Comic relief: Probably the best moment of the whole stupid debate was when one male board member referred to sectionalism as "sexualism."

Side arguments: Whether Jefferson Davis' inaugural address should be studied and analyzed alongside Abraham Lincoln's. The board concludes that yes, it should. Also, should Jefferson Davis be characterized as a "hero"? Yes, the board says, he should. Finally, should Confederate generals be included on a list of "heroes of the Civil War"? Yes, the board says, oh hell, yes. All hail, Confederate heroes, kids. Because we just don't have enough of them.

Immigrants (legal and otherwise), totalitarians and assorted sordid details

Immigration - when one board member proposed removing the term "illegal" from a standard about demographic shifts as a result of "legal or illegal immigration", there is discussion. One member rightly points out that with regard to demographics, the issue of legality is not really relevant. Off with her head! The word "illegal" remains, because Don McElroy, Mr. Conservative Dentist who loves his country, likes it just fine that way. Seriously. I heard him say so.

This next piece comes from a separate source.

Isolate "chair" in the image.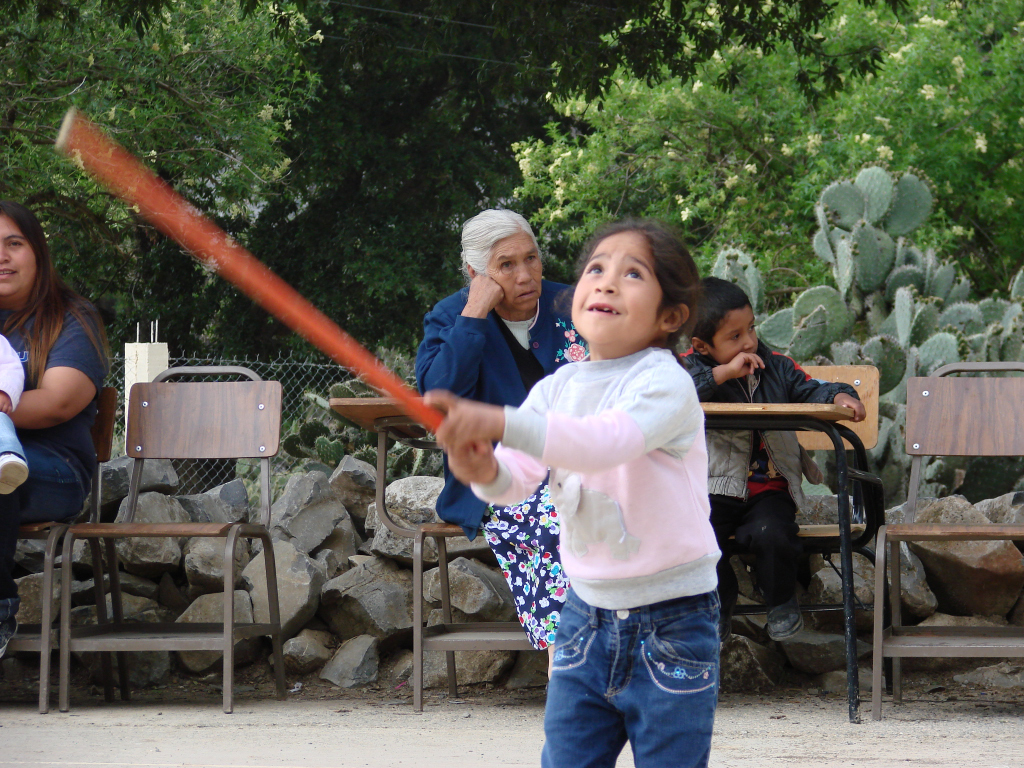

McElroy also wants all Texas schoolchildren to love their country as much as he does, so he includes language to add a standard to "describe the optimism of the many immigrants who were thankful to find a better life in America." It passes, along with my kidney stone and my optimism, which was here before it wasn't.

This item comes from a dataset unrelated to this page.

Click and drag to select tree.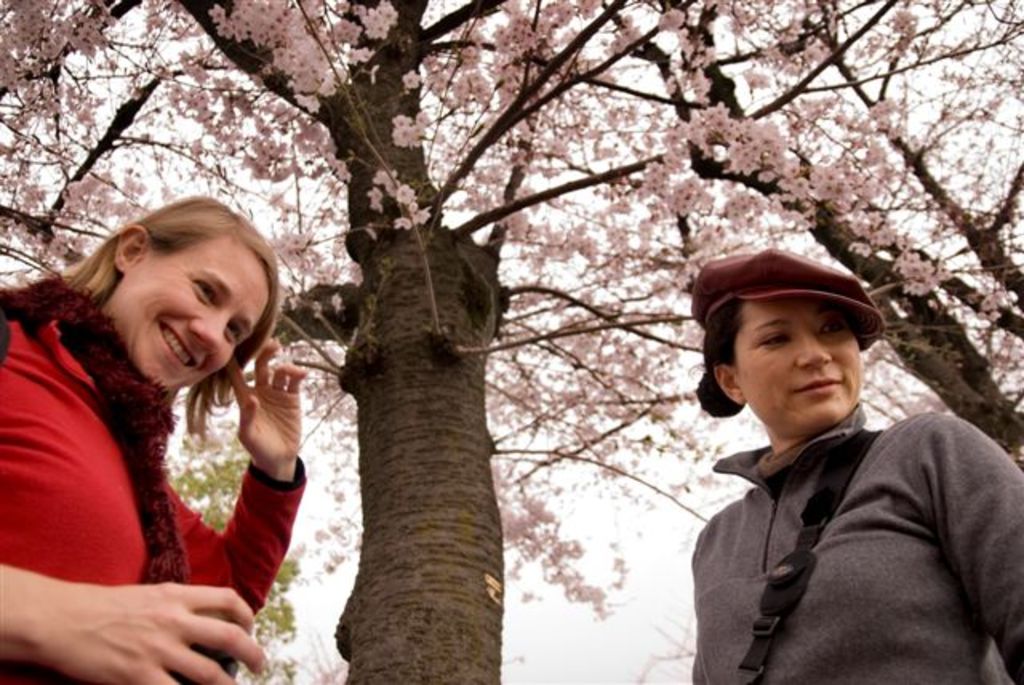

Entitlements bad, free enterprise good Another McElroy classic: Discuss alternatives regarding long term entitlements such as Social Security and Medicare, given the decreasing worker to retiree ratio.

It lives, but in a slightly revised form. Now students will "discuss the solvency of long term entitlements such as Social Security and Medicare."

Mega-win there. Gets "entitlements" as the concept, along with the notion that we're all gonna bankrupt the children. Come over here, little kids, let me bankrupt you. Please.

When is a totalitarian unlimited?

When the definition of "unlimited government" is totalitarian, and the definition of limited government is constitutional, that's when.

What the Tea Party likes

Evidently the Tea Party, who was consulted for some 5th grade standards, likes the characterization of capitalism as "free enterprise" when framed against communism and socialism as economic systems. First they argue that communism and socialism are interchangeable. Then they argue that students in the fifth grade -- FIFTH GRADE, FOLKS -- should have to adhere to this standard:

explain the importance of morality and ethics in maintaining a functional free enterprise system.

I have an active imagination, but there is no way I could make this stuff up. Not even a fraction of it. Only wingnuts and teabaggers have this kind of imagination.

Make it stop, she whined...

The thing is, after awhile it's just mind-numbingly insane, and I have to wonder why any teacher would bother for the small paycheck, sneery attitude, and screwed-up job description. When these standards are voted on as a whole, they will be in effect for ten years. TEN YEARS. They'll be in effect, but they're unintelligible. Seriously, there IS NO FREE ENTERPRISE economic system. NONE. Zero. It's invented. But these clowns will have students make it all up, despite the fact that they live in a world with boundaries that stretch outside of Texas.

Like I said, this group has no business doing this. They just don't. The member who went looking for his Doritos during the break after announcing it first should lead them all to the Promised Land of Limited Government and Hands-Off curriculum standards.

For you, the faithful here on Crooks and Liars, I will be back listening to the live stream again today. So now comes the pitch...will you please donate?